By the early 1900s, narratives of female virtue and encroaching sexual danger took a more prominent role. Religious groups lobbied to raise “the age at which a girl could legally consent to her own ruin” to between 16 and 18, penalizing women’s adolescent desire as if they were the children consent laws were originally written to protect.

“What a terrible weapon for evil, the elevating of the age of consent would be, when placed in the hands of a woman.” — 19th century legislator

As recounted by the historian Carolyn Cocca, Tennessee raised the age of consent to nearly 21, while other states mocked the raise—some local legislatures proposed the age of consent be upped to 81, or that all women be required to wear chastity belts. Yet such laws, intended to maintain the chastity of the young, white, and affluent, struck terror into the hearts of men seeing feminine wiles (and the invented trope of the hypersexualized women of color) as tools to be used against a man’s natural inclination. One representative from Kentucky wrote, “What a terrible weapon for evil, the elevating of the age of consent would be, when placed in the hands of a lecherous, sensual negro woman.” It would be several decades before ages of consent were applied to both men and women, and punishment reduced for young people who were around the same age.

The first and only time such statutes came to the Supreme Court, it was over the issue of gender, in 1981. The court ruled it constitutional to hold women and men to different standards when it came to criminalized sex, claiming a double standard was not “inherently suspect,” as the biological ability to carry children made sex riskier for women.

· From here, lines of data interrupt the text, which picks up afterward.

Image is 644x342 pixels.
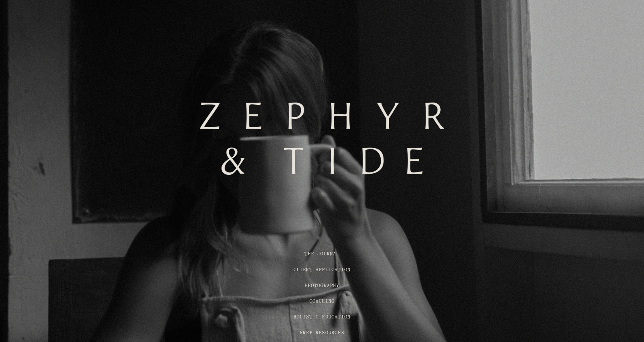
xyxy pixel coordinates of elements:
a: Coaching [309,299,335,303]
a: CLIENT APPLICATION [293,268,351,272]
a: FREE RESOURCES [300,331,344,335]
a: THE JOURNAL [304,252,339,256]
a: Photography [304,284,339,288]
a: Holistic Education [293,315,351,319]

A number of measures still in effect today are similarly coded: the Clinton administration largely understood consent laws as part of social welfare programming. In further criminalizing teenaged sexuality, it hoped to lower the amount the state would spend assisting unwed mothers. Such reforms, rolling back to progressive push for more realistic consent laws during the 1970s, continued through the ‘90s. Whether the law actually prevents teenagers from sleeping together is up for debate. It certainly doesn’t keep them from sexting, as several recent instances in which consenting adolescents have been slammed with child pornography charges, have shown.

Ages of consent and the behaviors they end up criminalizing are simply the clearest examples of how the state wrests control of young people’s bodies using the rhetoric of health and safety. In most parts of America (Minnesota notwithstanding) unwed teenagers can’t control their medical records, their school paperwork, or their finances without their parents making a concerted effort to emancipate them. Many don’t have access to birth control, nevermind hormones. Just last week, a senator proposed a bill in Texas that might require schools to out LGBTQ kids to their parents.

It’s something of a truism that young people tend to have more progressive values than their elders; in an America increasingly fractured along the lines of religion and identity, the chasm between generations will likely become more pressing. And, as is so often the case, the boundaries drawn by the state, touted by lawmakers as necessary protections, will be just as often used to patrol the values of the culture at large.